Streatham’s Tate Library has been at the heart of the town since it was gifted by Sir Henry Tate to its inhabitants in 1890.
Over the past 122 years it has served generations of Streathamites loyally, supporting literacy in the early days of a fragmented education system, and being a principle source of ‘free’ news through its newspaper collections, especially important during periods of economic downturn when buying a paper was a luxury for some.
This was the environment that British public libraries were forged to serve.
Of course times change; times are constantly changing. We obviously don’t live now the way we did in 1890, in fact not really even the way we did in 1980.
Today we are almost in a post public library era. Virtually everyone has books at home, internet (either at home, school, or work), and we are generally well educated and literate.
We are a blessed generation. We live in an ‘information rich’ world accessible at the touch of a button, but this should not make us look at public libraries as archaic or irrelevant just because ‘we’ do not use them nor understand them.
No public library is just about books – not to devalue that critical lending service – and no public library is just about being told ‘shush’ (quite important though in study areas).
They are dynamic, social places inhabited by various user groups utilising many different types of media. For many they are the only places to meet the like-minded, or to find materials to read, or to study.
But none of this should imply that things are perfect. Under-investment, under-funding, have impeded development over many decades.
The present Age of Austerity does not help, but it is the real world in which we have to live.
Community is about all of us. Public services are about all of us.

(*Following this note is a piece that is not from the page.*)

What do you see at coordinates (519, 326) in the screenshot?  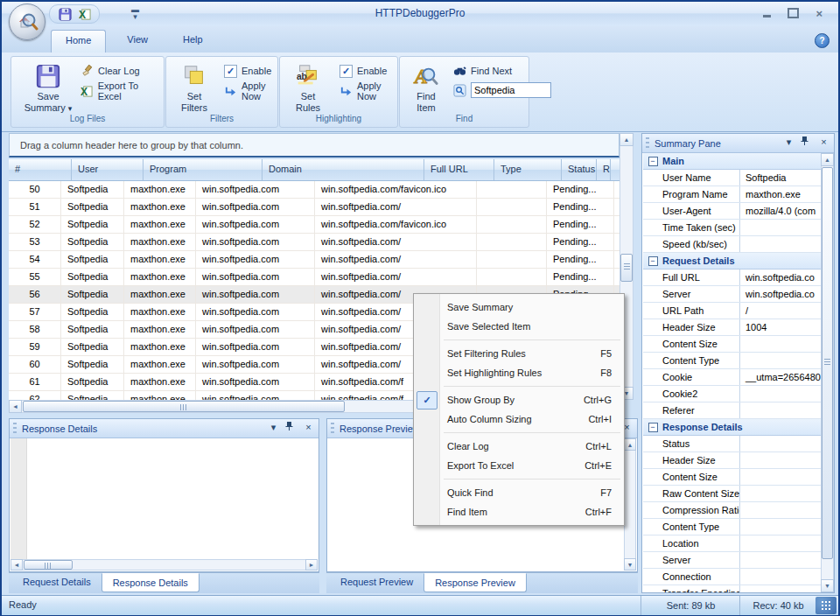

But for these to work we need to engage. We need to put the far too often destructive forces of politics to one side and co-operate, making our reasoned and unselfish voices heard, to produce something worthwhile.
Streatham Tate can be such a place. Restoring its original grandeur, re-fitting the library, opening up spaces for community and enterprise use are all achievable if we think and work creatively.
Streatham has often been maligned, but is now building in confidence.
It deserves a centre that can serve and inspire.